GeForce 3 introduced programmable shaders
According to Wccftech, when GeForce 3 launched in the early 2000s, most GPUs relied on fixed-function graphics pipelines. These pipelines handled specific tasks in a predefined way, which limited what developers could do with visuals.
Huang explained that this approach often resulted in games looking similar because developers had little flexibility over how graphics were rendered.
GeForce 3 introduced programmable shaders, allowing developers to directly control parts of the graphics pipeline. Programmable vertex and pixel shaders allowed game studios to customize effects, lighting, and rendering behavior.
This shift gave developers far more artistic freedom and allowed games to experiment with new visual styles.
The path from gaming GPUs to CUDA and AI
Huang also connected the evolution of GPU graphics technology to the rise of modern artificial intelligence.
The programmable architecture introduced in GeForce 3 eventually helped lead to CUDA, NVIDIA’s parallel computing platform that allows GPUs to perform general-purpose workloads beyond graphics.
CUDA made GPUs useful for scientific computing, machine learning, and other workloads that require massive parallel processing.
Huang noted that this capability later became essential for AI development, since training neural networks relies heavily on parallel computation.
In simple terms, Huang described the progression as GeForce enabling CUDA, CUDA enabling AI, and AI enabling the technologies we see today.
Ray tracing and AI rendering technologies
Huang also highlighted ray tracing as another major leap in graphics technology.
Real-time ray tracing simulates how light behaves in the real world, producing more realistic lighting, shadows, and reflections.
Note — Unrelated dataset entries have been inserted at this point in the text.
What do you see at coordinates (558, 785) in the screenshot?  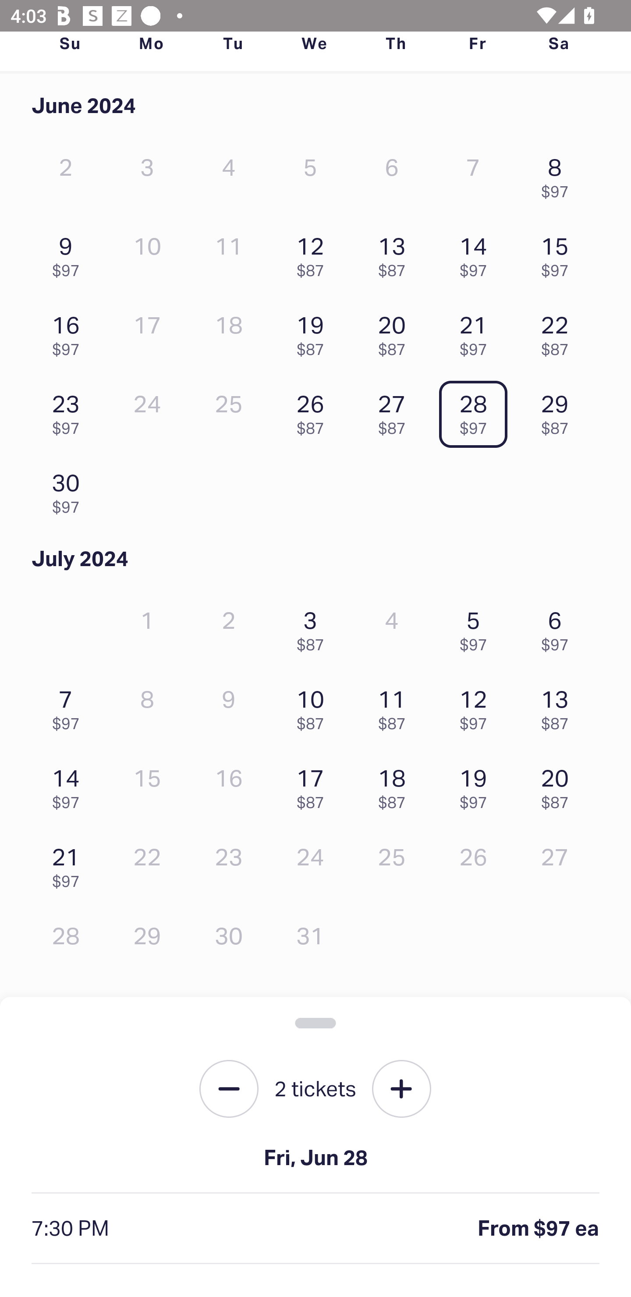 I see `20 $87` at bounding box center [558, 785].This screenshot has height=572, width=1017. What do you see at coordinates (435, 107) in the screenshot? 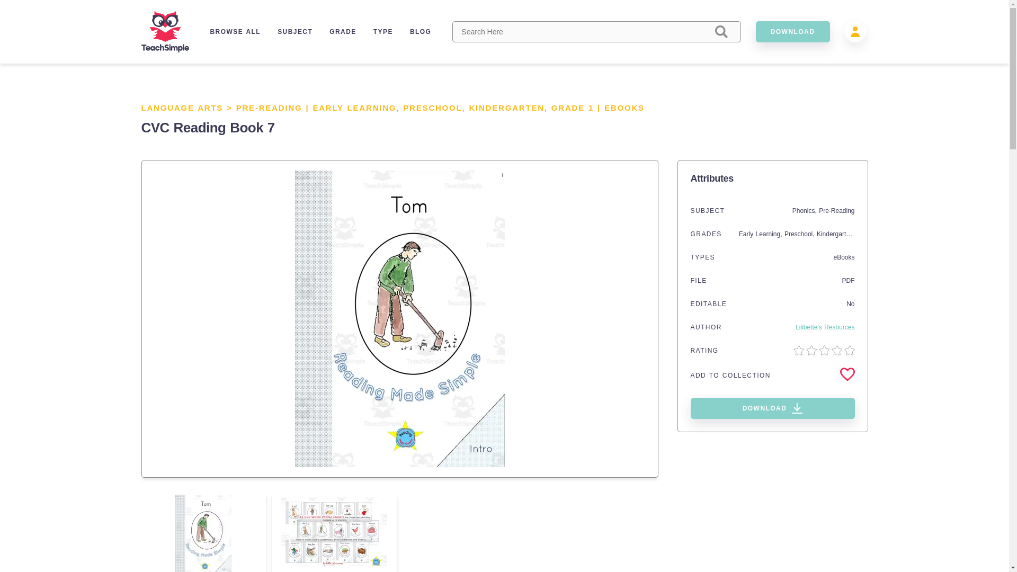
I see `PRESCHOOL,` at bounding box center [435, 107].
However, it requires immense computational power.
This demand led to the development of AI-assisted technologies such as DLSS, NVIDIA’s neural rendering and upscaling system that uses AI models to improve performance while maintaining image quality.
These technologies combine traditional graphics rendering with AI processing, showing how GPU development continues to merge gaming and artificial intelligence workloads.
NVIDIA continues expanding AI hardware
Although NVIDIA’s focus today is heavily centered on AI infrastructure, the company still sees gaming technology as an important part of its GPU roadmap.
Recent reports indicate that NVIDIA has begun sampling its upcoming Vera Rubin VR200 AI hardware platform to customers.
At the same time, gaming-related rumors suggest that NVIDIA could revisit older GPU products. Some industry reports claim the company might resume production of the RTX 3060 and introduce a new RTX 5050 model with 9GB of VRAM.
While these plans remain unconfirmed, they highlight NVIDIA’s continued presence across both gaming and AI markets.